A JWT (JSON Web Token) is a compact token format, not a protocol. A JWT carries claims: key-value assertions about the subject, such as user identity, expiration time, issuer, and granted scopes. OAuth access tokens and OIDC ID tokens are often encoded as JWTs, but a JWT by itself has no security meaning without knowing the protocol context.

Signed JWTs can be validated locally without contacting the issuer, which reduces latency but makes revocation hard. The tradeoff is between local validation and centralized revocation control: local validation is fast and requires no runtime dependency on the issuer, but enforcing revocation globally requires coordination with the issuer. The most widely used response is short-lived access tokens paired with a refresh token, a longer-lived credential the client uses to obtain a new access token at renewal; revocation takes effect when the client next tries to renew.

Workload identity

Users are not the only principals. Services, containers, and batch jobs also need identities. Workload identity lets services prove which workload they are cryptographically rather than by network location. SPIFFE (Secure Production Identity Framework for Everyone) is a widely adopted standard for workload identity credentials. The key concept is that workload identities should be short-lived and automatically rotated, just like access tokens.

Cloud IAM

Cloud identity and access management (IAM) policies bind identities to permissions on cloud resources. Least privilege means granting each service only the permissions it actually needs and no more.
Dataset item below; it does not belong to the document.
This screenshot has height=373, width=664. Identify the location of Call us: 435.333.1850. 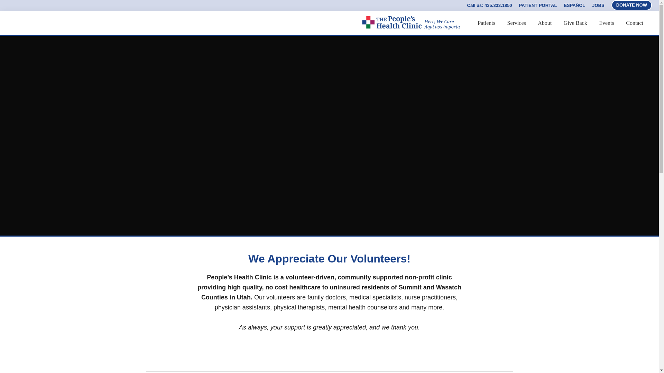
(490, 5).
Over-privileged service accounts and roles are a major escalation path: a microservice with broad permissions becomes a much larger incident when compromised than one with least-privilege access. Short-lived credentials issued via workload identity federation are preferred over long-lived service account keys embedded in container images.

Zero Trust

Zero Trust is an architectural principle: network location does not imply trust. A request from inside the cluster still needs to be authenticated and authorized. The slogan “never trust, always verify” is a shorthand for the principle that trust must be earned by presenting verified credentials, not assumed based on where a connection originates.

Micro-segmentation

Micro-segmentation divides a system into fine-grained trust domains and explicitly controls which services can communicate with which others. It limits the blast radius of a compromise: if the orders service cannot connect directly to the database, compromising the orders service does not automatically give an attacker database access.

Service meshes and API gateways

Know the difference in scope.

An API gateway handles external traffic entering or leaving the system (called north-south traffic). It centralizes TLS termination (often decrypting incoming HTTPS connections at the boundary so internal services communicate over separate connections), token validation, rate limiting, and coarse-grained authorization at the edge.

A service mesh handles internal service-to-service calls (called east-west traffic). It provides mTLS, workload identity, and authorization enforcement consistently across all internal calls without requiring each service to reimplement those mechanisms. A sidecar proxy running alongside each service intercepts its network traffic to enforce these policies transparently.

A gateway protects the front door. A service mesh protects what happens inside.

Secret management

Secrets (API keys, database passwords, TLS private keys) must be distributed, rotated, revoked, and audited. Baking secrets into container images or source repositories is one of the most common and damaging mistakes. A well-designed system issues short-lived credentials to authenticated workloads at runtime rather than using long-lived static secrets.

Base64 encoding is not encryption. A base64-encoded secret is fully readable to anyone who can see the string.

Key and certificate rotation should be routine and automated. A system that requires manual edits or downtime to rotate a certificate is brittle by design.

Common design mistakes

Each of these reflects a trust assumption that was wrong from the start, not just a coding mistake.

Understanding why each one is wrong is understanding the security design principles covered in these notes.